How we cite our quotes: Citations follow this format: (Chapter.Paragraph)
Quote #4
She hung fire so long that I was still more mystified. "He went, too," she brought out at last.
"Went where?"
Her expression, at this, became extraordinary. "God knows where! He died."
"Died?" I almost shrieked.
She seemed fairly to square herself, plant herself more firmly to utter the wonder of it. "Yes. Mr. Quint is dead." (5.27-29)
All of James's characters are skillful masters of suspense, whether they know it or not, even good old Mrs. Grose. This scene could easily have played out in a much less dramatic way, but James goes all out, and plays up the scare factor to the max.
Quote #5
[…] the thing was as human and hideous as a real interview: hideous just because it was human, as human as to have met alone, in the small hours, in a sleeping house, some enemy, some adventurer, some criminal. It was the dead silence of our long gaze at such close quarters that gave the whole horror, huge as it was, its only note of the unnatural. If I had met a murderer in such a place and at such an hour, we still at least would have spoken. Something would have passed, in life, between us; if nothing had passed, one of us would have moved. The moment was so prolonged that it would have taken but little more to make me doubt if even I were in life. (9.6)

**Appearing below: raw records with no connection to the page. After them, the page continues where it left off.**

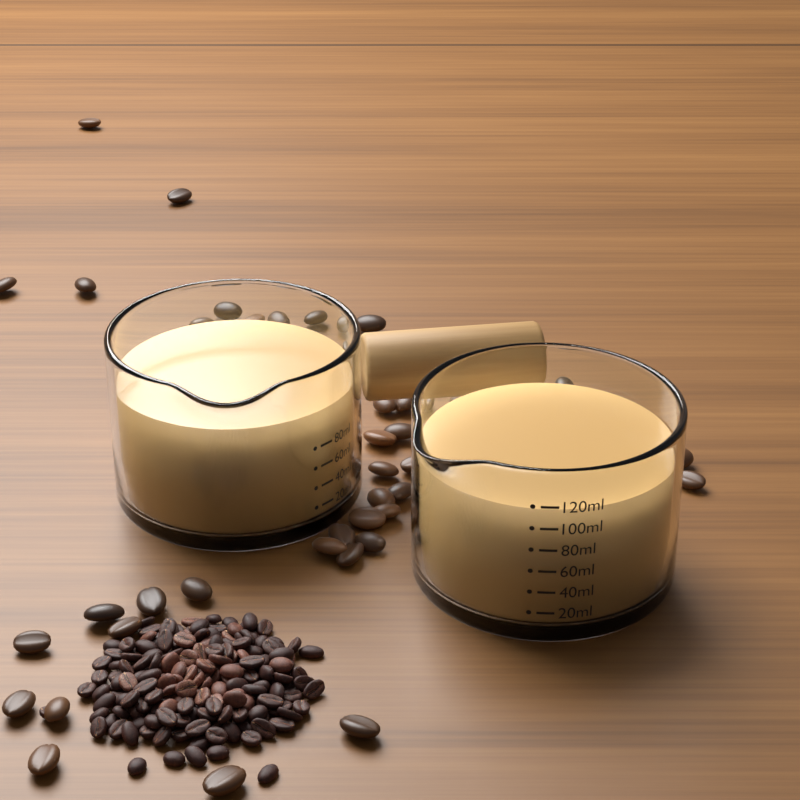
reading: 115 ml
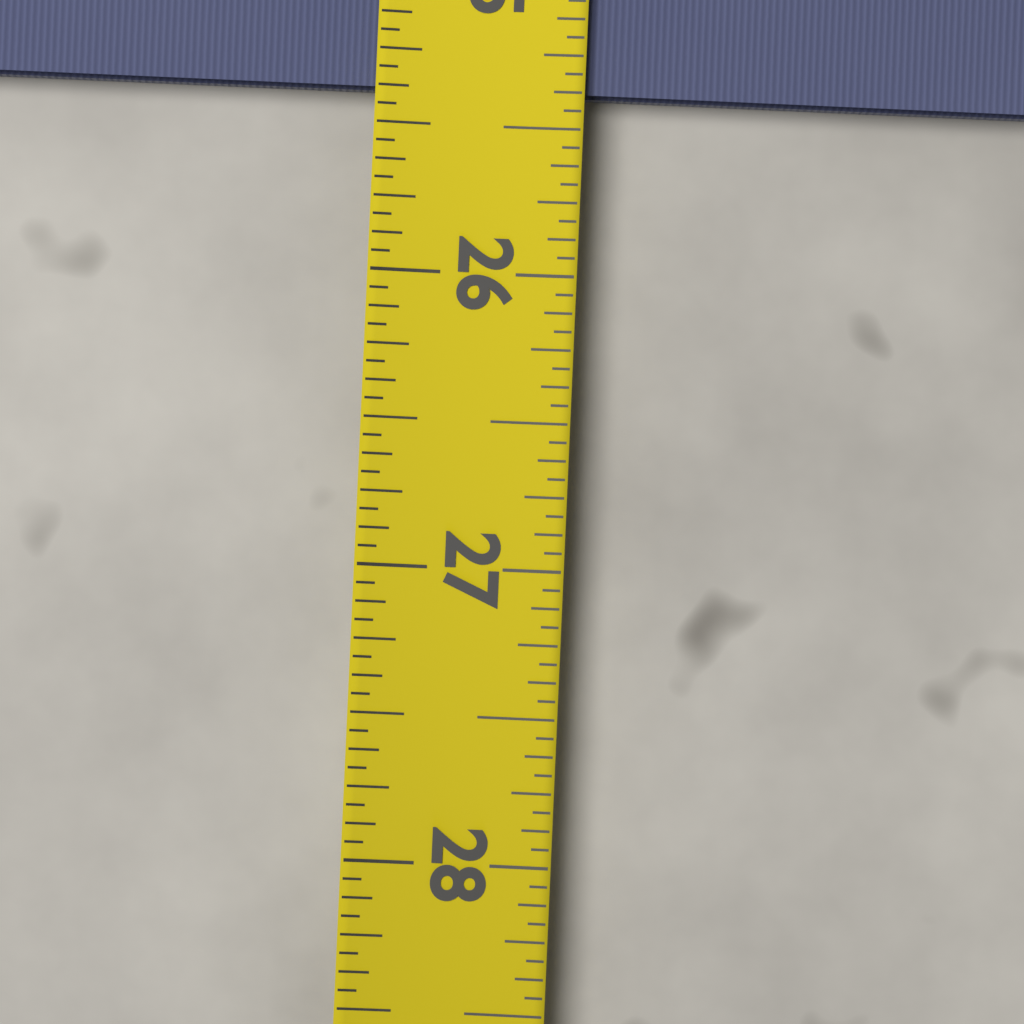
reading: 25.3750 (no unit)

Again, the same eerie total silence we noticed before with Quint's appearance takes over, emphasizing his almost-but-not-quite-human presence. The supernatural is always signaled by some kind of announcement here, whether it's just a feeling on the part of the Governess, or a notable change in atmosphere.
Quote #6
"Dear little Miles, dear little Miles, if you knew how I want to help you! It's only that, it's nothing but that, and I'd rather die than give you a pain or do you a wrong – I'd rather die than hurt a hair of you. Dear little Miles" – oh, I brought it out now even if I should go too far – "I just want you to help me to save you!" But I knew in a moment after this that I had gone too far. The answer to my appeal was instantaneous, but it came in the form of an extraordinary blast and chill, a gust of frozen air, and a shake of the room as great as if, in the wild wind, the casement had crashed in. The boy gave a loud, high shriek, which, lost in the rest of the shock of sound, might have seemed, indistinctly, though I was so close to him, a note either of jubilation or of terror. I jumped to my feet again and was conscious of darkness. So for a moment we remained, while I stared about me and saw the drawn curtains were unstirred and the window tight. "Why, the candle's out!" I then cried.
"It was I who blew it, dear!" said Miles. (17.25)
The supernatural forces that have swirled around the story up until this point actually let loose here for the first time – the burst of cold air and the mysterious wind are the first actual manifestations of ghostly power that we see.